Parashat Pinchas
Acquired rights
Parashat Pinchas narrates about five women, daughters of a man of the tribe of Efraim called Tzlofchad.
The man had died and since he had no sons, the women asked Moshe a portion in the Promised Land.
The women knew that according to the Jewish Law, the inheritance belongs only to the sons.
But…what will happen with their Father's rights? Should the Law transform them into creatures of second category?
Moshe didn't know well what to respond. But after consulting with G-d, Moshé received the answer: Those five women would inherit their father and would have a portion in Eretz Israel.
The Midrash (BeMidvar Rabbah 21, 10) describes this episode in a very interesting way: "Oto Ha-Dor Hayu Ha-Nashim Godrot Ma She-Ha-Anashim Portzim". (In that generation, the women amended what the men ruined).
The men danced around the Golden Calf; and the women rushed to the side. The men defamed against the Promised Land together with the spies; and the women kept respectful silence. The men wanted to choose a leader who takes them back to Egypt; and the women approached to Moshe and implored him for a portion in Eretz Israel!
Very few wanted that Land…with the exception of them.
Very often I used to think that the history of the daughters of Tzlofchad is pretty similar to our History as a nation.
During centuries, nobody wanted our Land…except us. Even those other nations that today call to this Land Holy Land, dedicated to it a poem or a portion of a dream.
While all of them saw to the desolation of the Land and ignored it, we always knew that the Land was desolate because it was waiting to us. While all, with laziness and inertia, were accustomed to their contaminated marshes, we knew that that some day we will manage to dry those marshes and Israel would become again a Land of milk and honey.
We were those who dreamed with Eretz Israel when all of them saw it like the back patio of the world. It is not by his wealth that we dreamed by centuries about her. We dreamed about her, in spite of its poverty. It is not only the promise of G-d which gives legitimacy to us as the inhabitants of this Land. We obtained that legitimacy when we wished it at the time that everybody despised it, when we cried for it, when everybody profaned it.
As it happened with the daughters of Tzlofchad.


** BRIEF **
Report every line below that holds the word "title".

*** EXTRACTED MATERIAL Section Begins ***

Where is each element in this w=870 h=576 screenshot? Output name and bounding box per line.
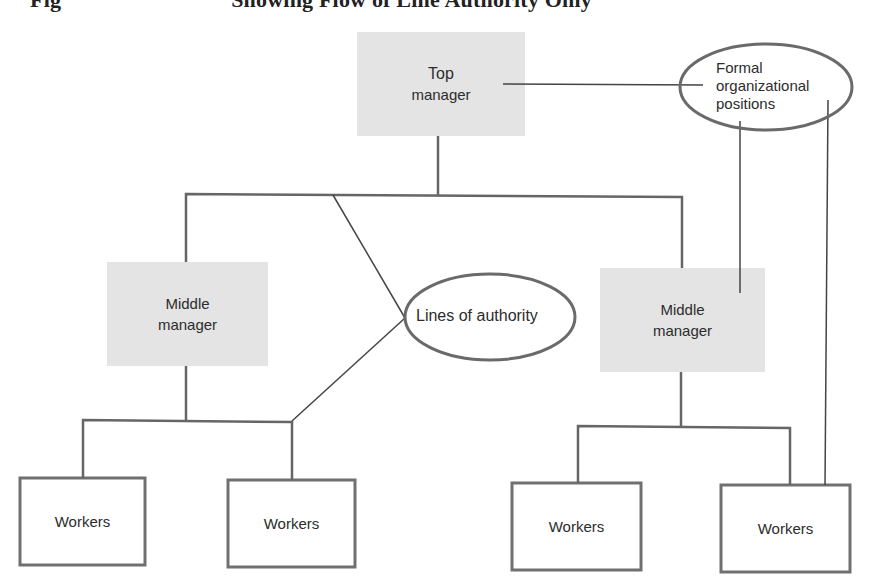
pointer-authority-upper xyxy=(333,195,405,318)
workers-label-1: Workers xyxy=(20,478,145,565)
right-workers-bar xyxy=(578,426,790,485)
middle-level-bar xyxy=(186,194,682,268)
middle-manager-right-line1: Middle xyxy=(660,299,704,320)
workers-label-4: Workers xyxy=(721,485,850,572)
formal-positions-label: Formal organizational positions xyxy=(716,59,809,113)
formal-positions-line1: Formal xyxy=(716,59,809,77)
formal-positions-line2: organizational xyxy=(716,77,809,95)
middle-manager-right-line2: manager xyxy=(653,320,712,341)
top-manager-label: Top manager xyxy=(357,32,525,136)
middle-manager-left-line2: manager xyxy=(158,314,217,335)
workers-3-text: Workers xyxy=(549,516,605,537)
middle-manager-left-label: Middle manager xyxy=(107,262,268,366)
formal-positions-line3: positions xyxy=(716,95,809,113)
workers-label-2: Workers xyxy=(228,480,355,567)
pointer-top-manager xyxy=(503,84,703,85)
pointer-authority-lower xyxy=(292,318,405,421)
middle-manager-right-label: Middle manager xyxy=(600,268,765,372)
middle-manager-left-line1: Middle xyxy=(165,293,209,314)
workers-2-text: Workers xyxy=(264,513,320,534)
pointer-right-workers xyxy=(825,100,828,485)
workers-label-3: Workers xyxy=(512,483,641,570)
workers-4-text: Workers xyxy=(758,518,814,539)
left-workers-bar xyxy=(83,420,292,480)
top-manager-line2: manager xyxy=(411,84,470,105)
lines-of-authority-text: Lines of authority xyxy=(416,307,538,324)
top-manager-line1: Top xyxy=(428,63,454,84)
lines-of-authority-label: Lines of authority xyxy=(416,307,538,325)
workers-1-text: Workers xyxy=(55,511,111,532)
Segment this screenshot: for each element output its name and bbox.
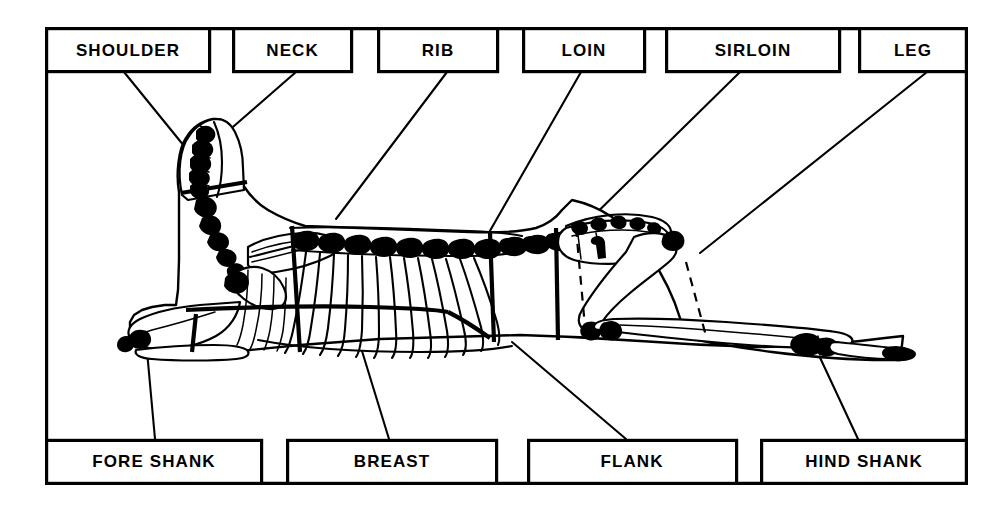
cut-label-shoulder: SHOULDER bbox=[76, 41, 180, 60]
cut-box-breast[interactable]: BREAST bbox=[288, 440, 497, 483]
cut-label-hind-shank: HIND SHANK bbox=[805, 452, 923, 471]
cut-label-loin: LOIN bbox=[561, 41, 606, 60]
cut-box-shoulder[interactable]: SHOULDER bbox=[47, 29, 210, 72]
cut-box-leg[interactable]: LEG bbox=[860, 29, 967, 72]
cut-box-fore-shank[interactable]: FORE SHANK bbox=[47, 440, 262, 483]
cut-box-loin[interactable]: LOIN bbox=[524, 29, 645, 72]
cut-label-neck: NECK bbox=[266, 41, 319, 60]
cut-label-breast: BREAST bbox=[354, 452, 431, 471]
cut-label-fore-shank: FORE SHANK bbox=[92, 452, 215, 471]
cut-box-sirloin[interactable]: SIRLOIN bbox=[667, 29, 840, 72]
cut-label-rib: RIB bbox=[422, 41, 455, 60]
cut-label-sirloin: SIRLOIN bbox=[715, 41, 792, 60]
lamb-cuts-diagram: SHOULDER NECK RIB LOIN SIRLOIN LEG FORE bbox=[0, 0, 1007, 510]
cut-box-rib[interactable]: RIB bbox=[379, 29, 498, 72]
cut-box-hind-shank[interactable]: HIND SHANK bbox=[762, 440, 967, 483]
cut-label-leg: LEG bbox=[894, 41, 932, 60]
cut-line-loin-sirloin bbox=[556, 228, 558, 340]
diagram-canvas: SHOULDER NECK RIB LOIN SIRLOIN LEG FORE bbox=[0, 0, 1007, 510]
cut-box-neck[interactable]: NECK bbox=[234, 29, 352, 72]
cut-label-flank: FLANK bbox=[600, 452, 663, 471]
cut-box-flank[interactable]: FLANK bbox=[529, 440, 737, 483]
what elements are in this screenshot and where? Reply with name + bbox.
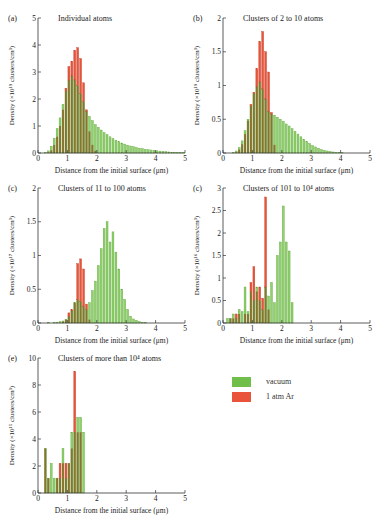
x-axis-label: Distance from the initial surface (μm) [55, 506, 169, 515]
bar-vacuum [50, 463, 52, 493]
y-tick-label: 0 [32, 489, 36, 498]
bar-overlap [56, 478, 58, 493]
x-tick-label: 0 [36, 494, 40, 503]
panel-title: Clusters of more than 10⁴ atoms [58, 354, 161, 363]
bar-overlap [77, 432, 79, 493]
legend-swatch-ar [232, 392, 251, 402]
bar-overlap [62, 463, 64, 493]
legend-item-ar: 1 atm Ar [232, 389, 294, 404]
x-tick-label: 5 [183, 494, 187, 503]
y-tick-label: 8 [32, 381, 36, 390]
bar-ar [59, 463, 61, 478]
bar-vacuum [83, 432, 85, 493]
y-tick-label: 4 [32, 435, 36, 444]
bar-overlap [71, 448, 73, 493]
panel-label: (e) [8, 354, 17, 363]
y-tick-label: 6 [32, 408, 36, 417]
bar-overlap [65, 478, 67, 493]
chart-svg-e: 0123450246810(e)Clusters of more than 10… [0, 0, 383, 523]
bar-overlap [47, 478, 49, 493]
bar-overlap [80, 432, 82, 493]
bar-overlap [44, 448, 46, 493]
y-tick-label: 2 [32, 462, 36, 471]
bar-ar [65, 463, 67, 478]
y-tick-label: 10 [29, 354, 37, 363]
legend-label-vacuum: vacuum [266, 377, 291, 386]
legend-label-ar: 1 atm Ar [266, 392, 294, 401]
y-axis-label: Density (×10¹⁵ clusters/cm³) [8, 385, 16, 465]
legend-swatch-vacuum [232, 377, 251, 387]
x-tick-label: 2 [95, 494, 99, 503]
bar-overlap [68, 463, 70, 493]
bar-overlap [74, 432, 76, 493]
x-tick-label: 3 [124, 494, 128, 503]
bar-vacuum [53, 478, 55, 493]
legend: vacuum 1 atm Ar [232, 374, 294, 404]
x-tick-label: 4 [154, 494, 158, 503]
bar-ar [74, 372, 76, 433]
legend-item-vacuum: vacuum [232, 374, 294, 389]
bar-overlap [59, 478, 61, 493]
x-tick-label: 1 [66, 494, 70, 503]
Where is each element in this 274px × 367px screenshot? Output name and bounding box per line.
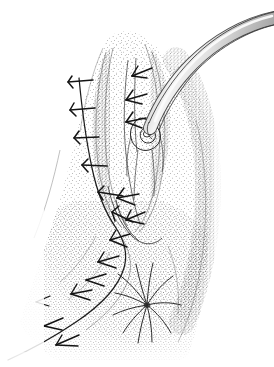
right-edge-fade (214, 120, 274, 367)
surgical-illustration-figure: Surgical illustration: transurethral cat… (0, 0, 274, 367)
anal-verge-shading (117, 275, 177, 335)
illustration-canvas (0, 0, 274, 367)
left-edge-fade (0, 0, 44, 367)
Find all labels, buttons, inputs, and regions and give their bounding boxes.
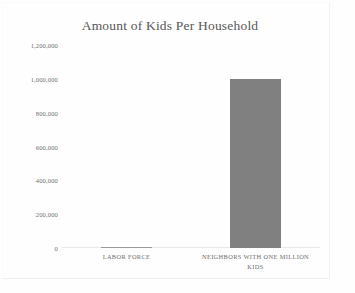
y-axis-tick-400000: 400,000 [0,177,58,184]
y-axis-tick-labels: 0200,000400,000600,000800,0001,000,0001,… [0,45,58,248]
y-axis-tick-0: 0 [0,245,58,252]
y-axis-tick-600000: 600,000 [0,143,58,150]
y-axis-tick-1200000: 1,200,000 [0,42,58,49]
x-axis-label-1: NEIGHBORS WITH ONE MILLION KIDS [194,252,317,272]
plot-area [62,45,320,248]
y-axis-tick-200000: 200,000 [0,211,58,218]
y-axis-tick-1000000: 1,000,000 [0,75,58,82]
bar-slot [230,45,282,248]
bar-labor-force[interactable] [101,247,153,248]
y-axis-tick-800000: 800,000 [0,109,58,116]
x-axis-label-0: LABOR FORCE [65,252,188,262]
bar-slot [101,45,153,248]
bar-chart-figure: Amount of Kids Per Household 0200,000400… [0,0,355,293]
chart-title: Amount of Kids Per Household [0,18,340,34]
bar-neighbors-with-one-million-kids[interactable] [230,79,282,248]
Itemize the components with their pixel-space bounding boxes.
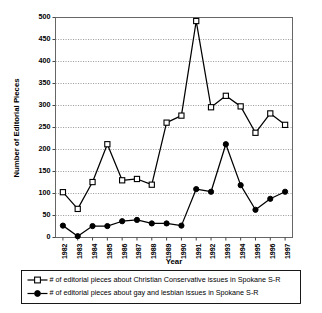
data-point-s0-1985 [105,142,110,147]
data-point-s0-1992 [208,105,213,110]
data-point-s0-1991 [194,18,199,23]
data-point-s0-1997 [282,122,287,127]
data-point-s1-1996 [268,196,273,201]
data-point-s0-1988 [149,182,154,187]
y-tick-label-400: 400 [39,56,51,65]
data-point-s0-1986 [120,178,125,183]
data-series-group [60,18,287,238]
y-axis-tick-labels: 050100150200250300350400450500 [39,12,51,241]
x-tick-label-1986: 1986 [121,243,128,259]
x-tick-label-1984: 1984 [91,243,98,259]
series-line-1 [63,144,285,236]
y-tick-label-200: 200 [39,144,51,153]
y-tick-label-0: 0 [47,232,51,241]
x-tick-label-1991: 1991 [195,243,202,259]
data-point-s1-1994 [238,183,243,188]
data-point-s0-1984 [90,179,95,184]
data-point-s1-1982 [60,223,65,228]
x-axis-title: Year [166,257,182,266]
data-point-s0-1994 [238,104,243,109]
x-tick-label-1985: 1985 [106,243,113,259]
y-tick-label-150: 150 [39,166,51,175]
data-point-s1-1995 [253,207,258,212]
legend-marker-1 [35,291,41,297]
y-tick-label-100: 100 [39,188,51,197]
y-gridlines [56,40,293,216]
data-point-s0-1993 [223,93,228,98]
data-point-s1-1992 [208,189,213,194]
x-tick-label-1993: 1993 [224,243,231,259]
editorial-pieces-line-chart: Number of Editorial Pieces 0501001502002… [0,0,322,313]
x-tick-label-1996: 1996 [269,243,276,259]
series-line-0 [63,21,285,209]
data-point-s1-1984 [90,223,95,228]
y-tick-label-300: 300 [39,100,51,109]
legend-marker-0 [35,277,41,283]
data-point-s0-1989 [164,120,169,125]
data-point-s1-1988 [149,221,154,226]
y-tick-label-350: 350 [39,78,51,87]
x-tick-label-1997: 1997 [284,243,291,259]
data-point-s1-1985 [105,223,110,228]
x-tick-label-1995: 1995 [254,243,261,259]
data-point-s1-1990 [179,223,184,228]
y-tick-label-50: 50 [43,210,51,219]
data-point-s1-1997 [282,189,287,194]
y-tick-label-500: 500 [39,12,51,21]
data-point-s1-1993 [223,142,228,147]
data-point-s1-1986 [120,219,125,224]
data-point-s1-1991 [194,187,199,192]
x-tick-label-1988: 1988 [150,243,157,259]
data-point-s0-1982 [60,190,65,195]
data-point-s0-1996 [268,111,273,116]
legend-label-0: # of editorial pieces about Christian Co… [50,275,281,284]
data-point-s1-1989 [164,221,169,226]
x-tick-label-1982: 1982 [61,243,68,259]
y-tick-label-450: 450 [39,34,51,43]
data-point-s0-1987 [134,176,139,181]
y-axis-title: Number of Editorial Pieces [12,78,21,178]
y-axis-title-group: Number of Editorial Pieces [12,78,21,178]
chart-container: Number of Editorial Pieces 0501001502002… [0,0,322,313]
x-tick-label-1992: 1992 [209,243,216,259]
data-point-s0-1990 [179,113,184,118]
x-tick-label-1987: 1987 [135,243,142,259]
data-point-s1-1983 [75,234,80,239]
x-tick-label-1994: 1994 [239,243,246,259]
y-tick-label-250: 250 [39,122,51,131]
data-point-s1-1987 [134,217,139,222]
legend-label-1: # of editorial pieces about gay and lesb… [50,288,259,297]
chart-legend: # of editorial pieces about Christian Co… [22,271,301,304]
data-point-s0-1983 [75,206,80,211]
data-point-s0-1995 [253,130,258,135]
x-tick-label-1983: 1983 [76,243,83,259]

*** EXTRACTED MATERIAL Section Ends ***

** RESPONSE AREA **
panel-title: Clusters of more than 10⁴ atoms [58, 354, 161, 363]
chart-title: Amount of Kids Per Household [0,18,340,34]
x-axis-title: Year [166,257,182,266]
y-axis-title: Number of Editorial Pieces [12,78,21,178]
y-axis-title-group: Number of Editorial Pieces [12,78,21,178]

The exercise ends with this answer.